Hello, everyone! Happy final Monday of NaPoWriMo and GloPoWriMo!

Our featured participant for Day 25 is Rhyme and Reason, where the mix-and-match prompt for Day 24 is folded into a versical movie review!

Today, in addition to our featured participant, I’d like to post out the websites of some participants who have not been following our prompts, but instead have been using NaPoWriMo/GloPoWriMo to pursue independent, themed projects! Mark Lamoureux and Chris McCreary, for example, have been collaborating on poems based on The Dictionnaire Infernal, an old French demonology book. Over at the Bloof Books blog, a number of different poets have been publishing daily poems, including editor Shanna Compton, Natalie Eilbert, and Farrah Field. For her part, Joanna Penn Cooper has been focusing mainly on diaristic prose poems, interspersed with prompt-based and collaborative work.

Our poet in translation for today is Finland’s Olli Heikkonen, whose work is intimately concerned with the interrelation between city, suburb, and countryside, between forest and town. Thirteen of his poems can be found at the link above.

And now for our (optional) prompt! Today, I’d like to challenge you to write a poem that begins with a line from a another poem (not necessarily the first one), but then goes elsewhere with it. This will work best if you just start with a line of poetry you remember, but without looking up the whole original poem. (Or, find a poem that you haven’t read before and then use a line that interests you). The idea is for the original to furnish a sort of backdrop for your work, but without influencing you so much that you feel stuck just rewriting the original!. For example, you could begin, “Shall I compare thee to a summer’s day,” or “I have measured out my life with coffee spoons,” or “I miss them, but it wasn’t a disaster,” or “they persevere in swimming where they like.” Really, any poem will do to provide your starter line – just so long as it gives you the scope to explore. Happy writing!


# WHAT IS BEING ASKED
What are the lines from the top of the entries below through the line containing "Task: Click on the div: CB"? Return them exactly, both ends included, without the pictures.

# PROVIDED RECORDS
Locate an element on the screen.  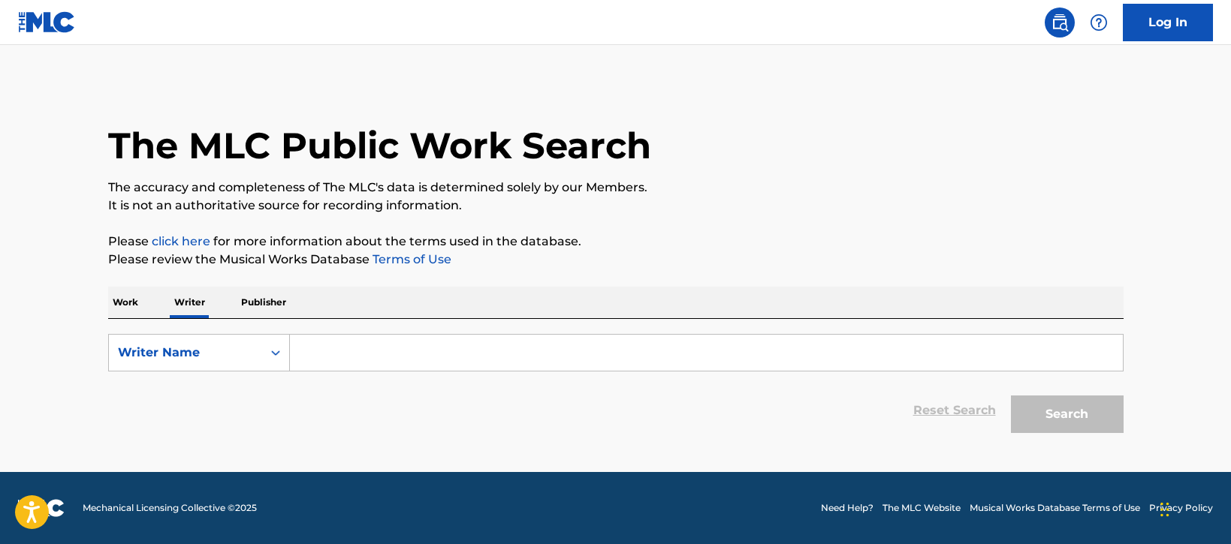
a: The MLC Website is located at coordinates (921, 508).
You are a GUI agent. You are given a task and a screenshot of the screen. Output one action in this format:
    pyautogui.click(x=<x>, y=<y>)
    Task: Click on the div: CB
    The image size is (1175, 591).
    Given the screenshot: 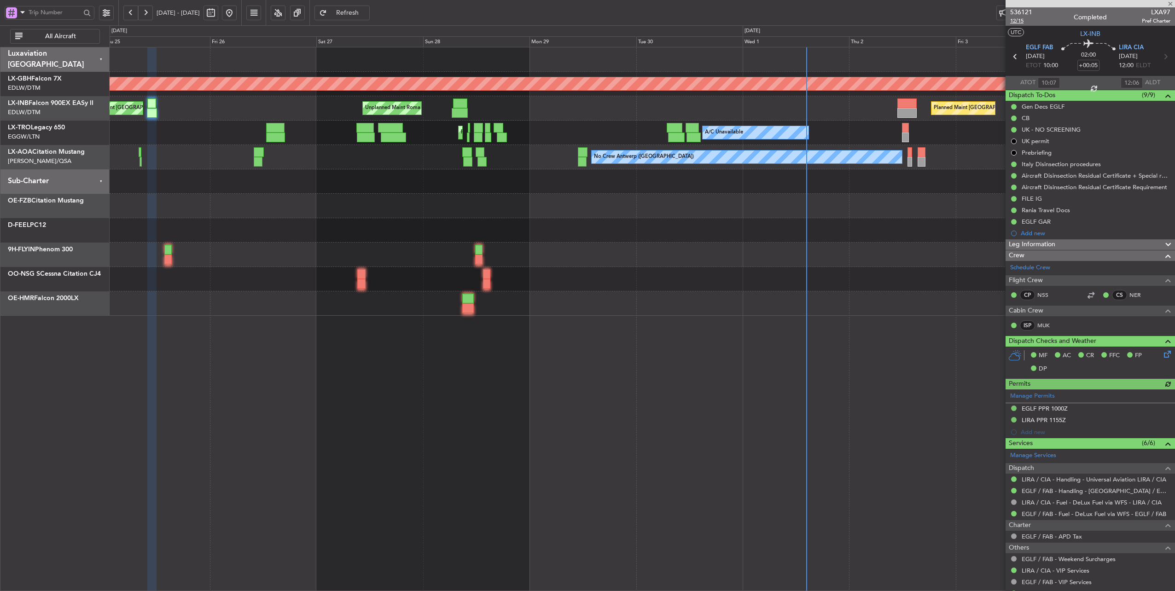 What is the action you would take?
    pyautogui.click(x=1025, y=118)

# EXERCISE SOLUTION
Locate an element on the screen.  
a: The MLC Website is located at coordinates (921, 508).
You are a GUI agent. You are given a task and a screenshot of the screen. Output one action in this format:
    pyautogui.click(x=<x>, y=<y>)
    Task: Click on the div: CB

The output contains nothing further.